Runner's Vision can be reduced or turned off, but the confusing city layout makes it feel almost necessary. The open world constantly funnels the player into linear corridors, trapped between towers too tall to climb, buildings too low to land on, and enormous gaps between rooftops.
That structure can recreate the classic Mirror's Edge feeling of flowing through an obstacle course, but it is terrible for navigation. The problem is especially sharp between large clusters of buildings, where there are only a few viable connections.
A waypoint might sit directly ahead, but the only real route could require a huge detour around the city. If that structure comes from loading the world in chunks, it is understandable technically, but it still damages how the player reads the space.
The game cannot support Burnout-style missions
Because of that layout, Catalyst cannot easily support missions like Burnout Paradise or Crazy Taxi.
Crazy Taxi gives the player a broad arrow toward the destination, then asks them to make it under the target time through both driving skill and city knowledge. A Mirror's Edge version could have been excellent: pick up a package, deliver it across the open world, and succeed through navigation plus momentum.
That would create a different kind of gameplay from the campaign's linear missions. It would test whether the player understands the city and can maintain flow across a long self-directed route.
But in the fractured, maze-like City of Glass, that mission would likely collapse into following the red line or falling to your death.
Player-made time trials show the potential
One feature does fit the open world: player-made time trials. Players can create their own routes through the City of Glass, which would not work as well in a purely linear game where the strongest sections are already converted into official races.
Even here, Burnout Paradise offers a stronger model. It puts leaderboards on every road, so competition is passive and constant. The player is always encouraged to drive faster, take risks, and improve their mastery of the city.
Burnout also keeps collectibles aligned with motion. Smashing gates and billboards happens while driving. Catalyst collectibles, by contrast, often stop the player dead to open a fuse box or poke at an object.
Even mission givers in Burnout are part of the motion.

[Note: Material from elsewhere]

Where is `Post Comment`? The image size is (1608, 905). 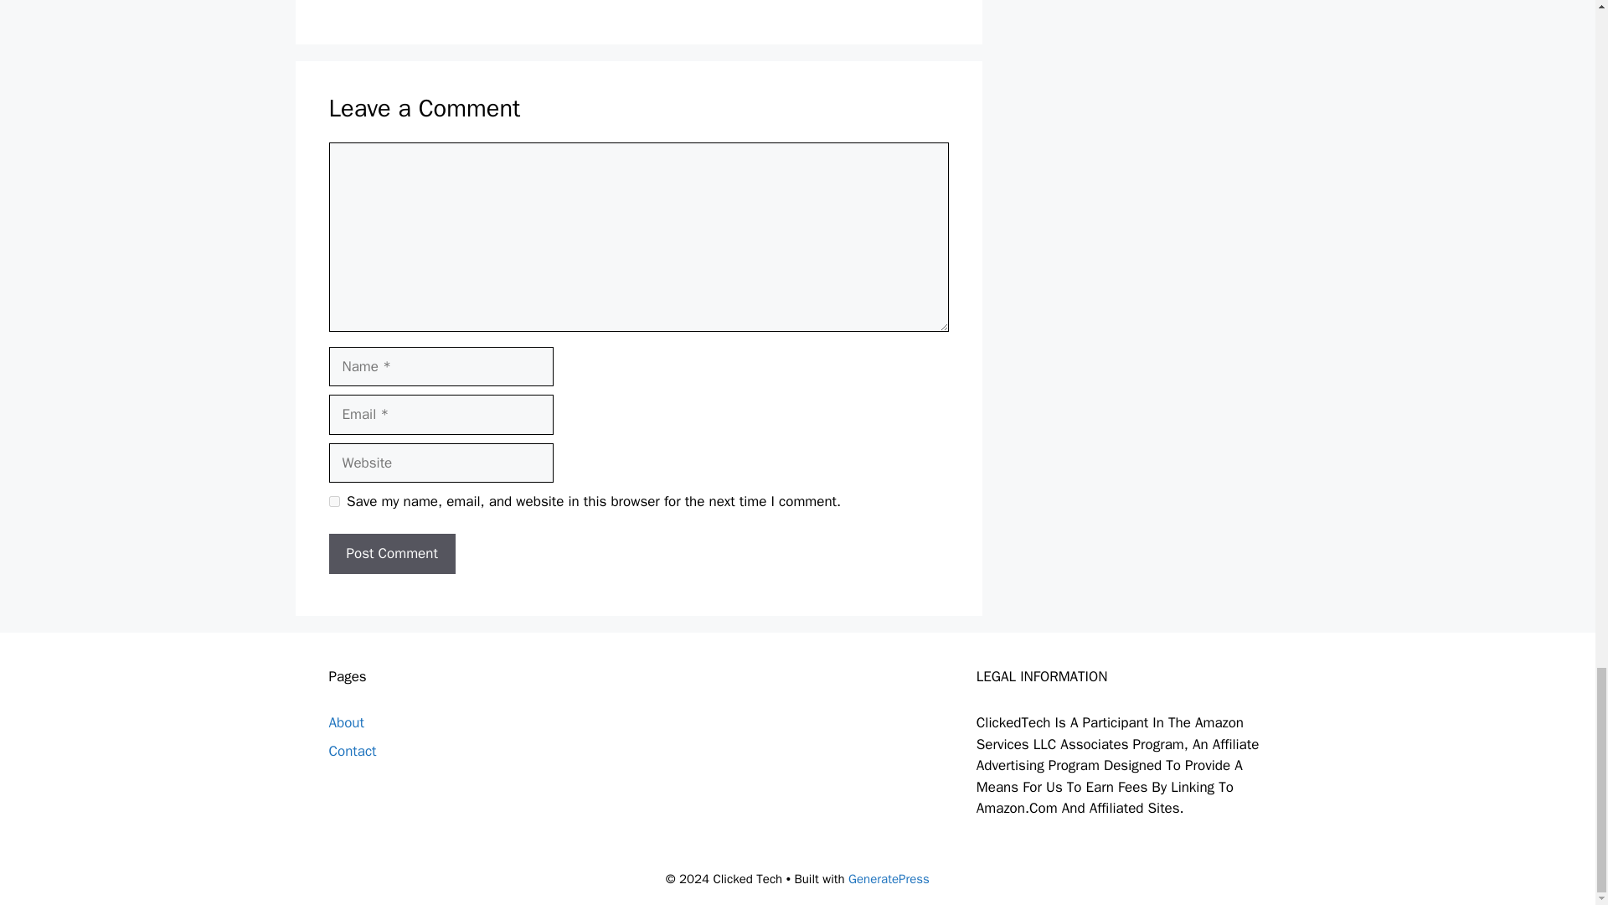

They race past and challenge the player to give chase, instead of standing around waiting to be activated.
Security hubs almost get it right
Catalyst does have one mission type that uses the open world well: security hub side quests.
These ask the player to defeat guards, smash a tower, and then escape from a helicopter. Like stunt run events in Burnout Paradise, the player can run in any direction, picking any route that keeps enough momentum to outrun the chase.
There is no predetermined path and no single correct direction. Any knowledge of the City of Glass helps the player avoid dead ends and drops.
Unfortunately, the best strategy is still to follow the red line to the nearest safe house, where the chase immediately ends. The design gets close to a strong open-world parkour mission, then lets the guidance system solve it.
Open-world parkour can work
The lesson is not that Mirror's Edge cannot work in an open world. The movement mechanics are compatible with free roaming, and an open play space could create mission types that complement the linear and puzzle-like campaign missions.
The problem is the combination of choices: a fractured layout, heavy reliance on Runner's Vision, side quests that behave like short linear slices, and main missions that happen in isolated bespoke spaces.
Burnout Paradise shows the stronger version of the idea. If the game is going to be open world, the city has to matter to events, shortcuts, navigation, collectibles, competition, and mastery.
Catalyst has flashes of that possibility, especially in player-made time trials and helicopter escapes. But most of the time, the City of Glass is not a place the player learns and exploits. It is a complicated route network that the red line solves for them.